Most solutions start with a list of dates (e.g., with the List.Dates() function), along with clever expressions to assign the correct fiscal week/month/year according to the 445 calendar. The approach shared here generates the Date table backwards, starting with the fiscal years needed, assigning it 52 or 53 weeks, and adding rows for the right number of weeks in each month. See the video below for a walkthrough of the M code.
Below is the M code that can be easily adapted for other standard calendars (see embedded comments for instructions). Note that the years with 53 weeks can be hard coded or assigned dynamically. There are two steps with the same name – YearsWith53Weeks. Each step must have a unique name, so one of them must be commented out. In this example, the years with 53 weeks are determined by selecting those years (with the List.Select() function) in which November 30th falls on Saturday.
let
// Enter the date in Advanced Editor for the first day of the earliest Fiscal Year in #date(yyyy,m,d) format
StartDate = #date(2017, 12, 31),
// Enter the desired range of years as List in Advanced Editor
YearRange = {2018 .. 2021},
// In Advanced Editor, use one of the two options for this step (code out the one not used with //) to either hard code or dynamically calculate the years with 53 weeks. Substitute a different evaluation criterion as needed.

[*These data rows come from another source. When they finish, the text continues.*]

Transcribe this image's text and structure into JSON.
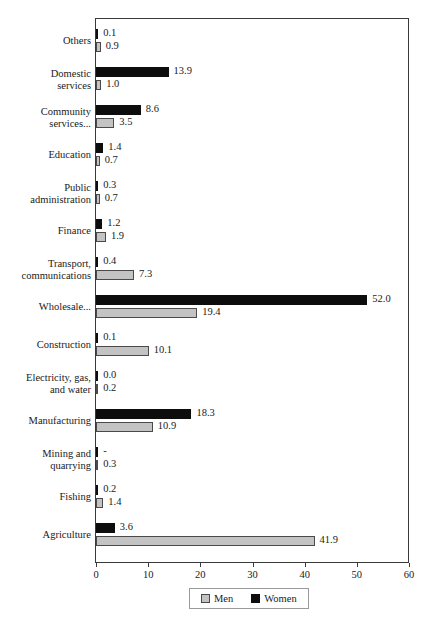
{
  "top_sliver_text": "",
  "chart_data": {
    "type": "bar",
    "orientation": "horizontal",
    "title": "",
    "subtitle": "",
    "xlabel": "",
    "ylabel": "",
    "xlim": [
      0,
      60
    ],
    "xticks": [
      0,
      10,
      20,
      30,
      40,
      50,
      60
    ],
    "xtick_labels": [
      "0",
      "10",
      "20",
      "30",
      "40",
      "50",
      "60"
    ],
    "grid": false,
    "legend_position": "bottom-center",
    "categories": [
      "Others",
      "Domestic\nservices",
      "Community\nservices...",
      "Education",
      "Public\nadministration",
      "Finance",
      "Transport,\ncommunications",
      "Wholesale...",
      "Construction",
      "Electricity, gas,\nand water",
      "Manufacturing",
      "Mining and\nquarrying",
      "Fishing",
      "Agriculture"
    ],
    "series": [
      {
        "name": "Women",
        "color": "#0d0d0d",
        "values": [
          0.1,
          13.9,
          8.6,
          1.4,
          0.3,
          1.2,
          0.4,
          52.0,
          0.1,
          0.0,
          18.3,
          0.0,
          0.2,
          3.6
        ],
        "labels": [
          "0.1",
          "13.9",
          "8.6",
          "1.4",
          "0.3",
          "1.2",
          "0.4",
          "52.0",
          "0.1",
          "0.0",
          "18.3",
          "-",
          "0.2",
          "3.6"
        ]
      },
      {
        "name": "Men",
        "color": "#c3c3c3",
        "values": [
          0.9,
          1.0,
          3.5,
          0.7,
          0.7,
          1.9,
          7.3,
          19.4,
          10.1,
          0.2,
          10.9,
          0.3,
          1.4,
          41.9
        ],
        "labels": [
          "0.9",
          "1.0",
          "3.5",
          "0.7",
          "0.7",
          "1.9",
          "7.3",
          "19.4",
          "10.1",
          "0.2",
          "10.9",
          "0.3",
          "1.4",
          "41.9"
        ]
      }
    ]
  },
  "legend": {
    "items": [
      {
        "label": "Men",
        "color": "#c3c3c3"
      },
      {
        "label": "Women",
        "color": "#0d0d0d"
      }
    ]
  }
}
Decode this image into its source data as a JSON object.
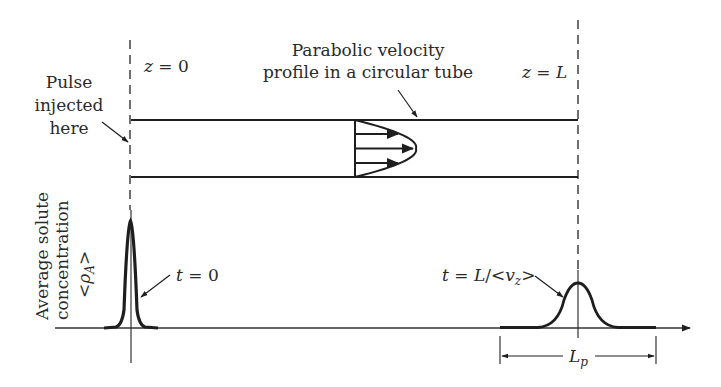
{
  "diagram": {
    "labels": {
      "z0": "z = 0",
      "zL": "z = L",
      "pulse_line1": "Pulse",
      "pulse_line2": "injected",
      "pulse_line3": "here",
      "profile_line1": "Parabolic velocity",
      "profile_line2": "profile in a circular tube",
      "yaxis_line1": "Average solute",
      "yaxis_line2": "concentration",
      "yaxis_line3": "<ρA>",
      "t0": "t = 0",
      "tL": "t = L/<vz>",
      "Lp": "Lp"
    },
    "colors": {
      "ink": "#1e1e1e",
      "background": "#ffffff"
    },
    "icons": [
      "arrow-icon",
      "dashed-line",
      "gaussian-peak"
    ]
  }
}
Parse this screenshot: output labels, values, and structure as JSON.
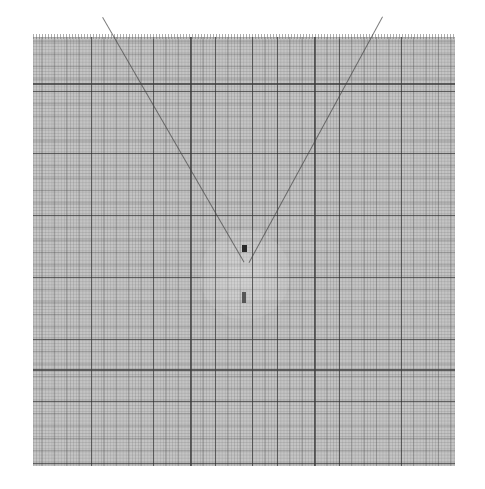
{
  "image": {
    "description": "Scanned sheet of millimeter graph paper with faint V-shaped diagonal lines converging near center",
    "paper_color": "#c4c4c4",
    "major_line_color": "#3a3a3a",
    "background_color": "#ffffff",
    "sheet_bounds": {
      "left": 33,
      "top": 37,
      "right": 455,
      "bottom": 466
    }
  },
  "major_lines": {
    "horizontal_y": [
      84,
      370
    ],
    "vertical_x": [
      191,
      253,
      315
    ]
  },
  "diagonals": [
    {
      "from": [
        103,
        17
      ],
      "to": [
        244,
        262
      ]
    },
    {
      "from": [
        383,
        17
      ],
      "to": [
        250,
        262
      ]
    }
  ],
  "marks": [
    {
      "x": 242,
      "y": 245,
      "w": 5,
      "h": 7
    },
    {
      "x": 242,
      "y": 292,
      "w": 4,
      "h": 11
    }
  ]
}
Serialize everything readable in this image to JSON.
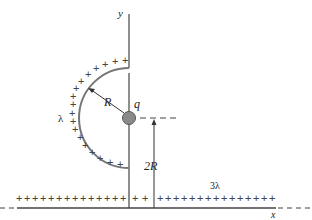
{
  "diagram": {
    "labels": {
      "y_axis": "y",
      "x_axis": "x",
      "radius": "R",
      "charge": "q",
      "height": "2R",
      "arc_density": "λ",
      "line_density": "3λ"
    },
    "colors": {
      "line": "#555555",
      "charge_fill": "#8a8a8a",
      "arc": "#777777"
    },
    "charge_symbol": "+"
  }
}
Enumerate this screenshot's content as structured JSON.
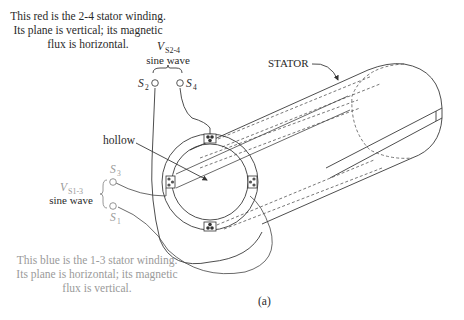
{
  "figure": {
    "caption": "(a)",
    "annotations": {
      "red_winding": {
        "line1": "This red is the 2-4 stator winding.",
        "line2": "Its plane is vertical; its magnetic",
        "line3": "flux is horizontal.",
        "color": "#2a2a2a"
      },
      "blue_winding": {
        "line1": "This blue is the 1-3 stator winding.",
        "line2": "Its plane is horizontal; its magnetic",
        "line3": "flux is vertical.",
        "color": "#9a9a9a"
      }
    },
    "sources": {
      "s24": {
        "voltage_main": "V",
        "voltage_sub": "S2-4",
        "wave": "sine wave",
        "terminal_a_main": "S",
        "terminal_a_sub": "2",
        "terminal_b_main": "S",
        "terminal_b_sub": "4"
      },
      "s13": {
        "voltage_main": "V",
        "voltage_sub": "S1-3",
        "wave": "sine wave",
        "terminal_a_main": "S",
        "terminal_a_sub": "3",
        "terminal_b_main": "S",
        "terminal_b_sub": "1"
      }
    },
    "labels": {
      "stator": "STATOR",
      "hollow": "hollow"
    }
  }
}
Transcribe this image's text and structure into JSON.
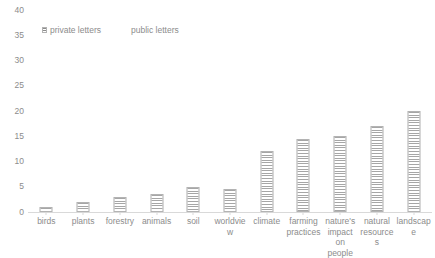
{
  "chart_data": {
    "type": "bar",
    "title": "",
    "subtitle": "",
    "xlabel": "",
    "ylabel": "",
    "ylim": [
      0,
      40
    ],
    "ytick_step": 5,
    "yticks": [
      "40",
      "35",
      "30",
      "25",
      "20",
      "15",
      "10",
      "5",
      "0"
    ],
    "grid": false,
    "legend_position": "top-left",
    "categories": [
      "birds",
      "plants",
      "forestry",
      "animals",
      "soil",
      "worldview",
      "climate",
      "farming practices",
      "nature's impact on people",
      "natural resources",
      "landscape"
    ],
    "series": [
      {
        "name": "private letters",
        "fill": "hatched",
        "color": "#a6a6a6",
        "values": [
          1,
          2,
          3,
          3.5,
          5,
          4.5,
          12,
          14.5,
          15,
          17,
          20
        ]
      },
      {
        "name": "public letters",
        "fill": "plain",
        "color": "#ffffff",
        "values": [
          0,
          0,
          0,
          0,
          0,
          0,
          0,
          0,
          0,
          0,
          0
        ]
      }
    ]
  },
  "legend": {
    "entries": [
      {
        "label": "private letters"
      },
      {
        "label": "public letters"
      }
    ]
  },
  "style": {
    "axis_color": "#d9d9d9",
    "text_color": "#8c8c8c",
    "bar_edge": "#b3b3b3",
    "background": "#ffffff"
  }
}
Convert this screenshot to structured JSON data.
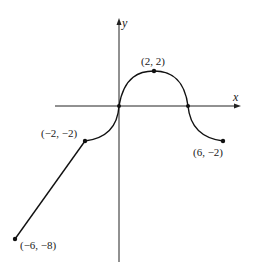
{
  "figure": {
    "type": "function-graph",
    "axes": {
      "x_label": "x",
      "y_label": "y"
    },
    "points": [
      {
        "x": -6,
        "y": -8,
        "label": "(−6, −8)"
      },
      {
        "x": -2,
        "y": -2,
        "label": "(−2, −2)"
      },
      {
        "x": 0,
        "y": 0,
        "label": ""
      },
      {
        "x": 2,
        "y": 2,
        "label": "(2, 2)"
      },
      {
        "x": 4,
        "y": 0,
        "label": ""
      },
      {
        "x": 6,
        "y": -2,
        "label": "(6, −2)"
      }
    ],
    "segments": [
      {
        "from": [
          -6,
          -8
        ],
        "to": [
          -2,
          -2
        ],
        "shape": "line"
      },
      {
        "from": [
          -2,
          -2
        ],
        "to": [
          0,
          0
        ],
        "shape": "quarter-circle arc (concave down)"
      },
      {
        "from": [
          0,
          0
        ],
        "to": [
          4,
          0
        ],
        "shape": "arch peaking at (2, 2)"
      },
      {
        "from": [
          4,
          0
        ],
        "to": [
          6,
          -2
        ],
        "shape": "quarter-circle arc (concave up)"
      }
    ]
  }
}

// YearsWith53Weeks = {2019},
YearsWith53Weeks = List.Select(YearRange, each Date.DayOfWeekName(#date(_, 11, 30)) = "Saturday"),
StartingTable = Table.FromColumns({YearRange}, {"Year"}),
AddNumberOfWeeksColumn = Table.AddColumn(
StartingTable,
"Weeks",
each if List.Contains(YearsWith53Weeks, [Year]) then 53 else 52
),
#"Changed Type4" = Table.TransformColumnTypes(
AddNumberOfWeeksColumn,
{{"Year", Int64.Type}, {"Weeks", Int64.Type}}
),
// In the Advanced Editor, enter the two patterns for 52 and 53 week years as a list of weeks per fiscal month
AddListOfMonthAndWeekCounts = Table.AddColumn(
#"Changed Type4",
"Custom",
each
if [Weeks] = 53 then
List.Zip({{1 .. 12}, {4, 4, 5, 4, 4, 5, 4, 4, 5, 4, 5, 5}})
else
List.Zip({{1 .. 12}, {4, 4, 5, 4, 4, 5, 4, 4, 5, 4, 4, 5}})
),
#"Expanded Custom" = Table.ExpandListColumn(AddListOfMonthAndWeekCounts, "Custom"),
#"Extracted Values" = Table.TransformColumns(
#"Expanded Custom",
{"Custom", each Text.Combine(List.Transform(_, Text.From), ";"), type text}
),
#"Split Column by Delimiter" = Table.SplitColumn(
#"Extracted Values",
"Custom",
Splitter.SplitTextByDelimiter(";", QuoteStyle.Csv),
{"FM", "NumWeeks"}
),
#"Changed Type" = Table.TransformColumnTypes(
#"Split Column by Delimiter",
{{"FM", Int64.Type}, {"NumWeeks", Int64.Type}}
),
AddListOfWeeksColumn = Table.AddColumn(#"Changed Type", "WeekInFM", each {1 .. [NumWeeks]}),
#"Expanded Custom1" = Table.ExpandListColumn(AddListOfWeeksColumn, "WeekInFM"),
#"Changed Type1" = Table.TransformColumnTypes(#"Expanded Custom1", {{"WeekInFM", Int64.Type}}),
AddWeekIndex = Table.AddIndexColumn(#"Changed Type1", "FW_Index", 1, 1, Int64.Type),
AddFWinYear = Table.AddColumn(
AddWeekIndex,
"FWinYear",
each
let
thisyear = [Year],
thisindex = [FW_Index],
result = Table.RowCount(
Table.SelectRows(AddWeekIndex, each [Year] = thisyear and [FW_Index] <= thisindex)
)
in
result
),
Add7DayListPerWeek = Table.AddColumn(AddFWinYear, "WeekDay", each {1 .. 7}),
#"Expanded WeekDay" = Table.ExpandListColumn(Add7DayListPerWeek, "WeekDay"),
#"Changed Type2" = Table.TransformColumnTypes(#"Expanded WeekDay", {{"WeekDay", Int64.Type}}),
RemoveUnneededColumns = Table.RemoveColumns(#"Changed Type2", {"Weeks", "NumWeeks", "WeekDay"}),
AddDayIndex = Table.AddIndexColumn(RemoveUnneededColumns, "DayIndex", 0, 1, Int64.Type),
AddDatesBasedOnStartDateAndDayIndex = Table.AddColumn(
AddDayIndex,
"Date",
each Date.AddDays(StartDate, [DayIndex]),
type date
)
in
AddDatesBasedOnStartDateAndDayIndex
I hope this M code to helpful to you. Please leave comments below with any feedback/questions.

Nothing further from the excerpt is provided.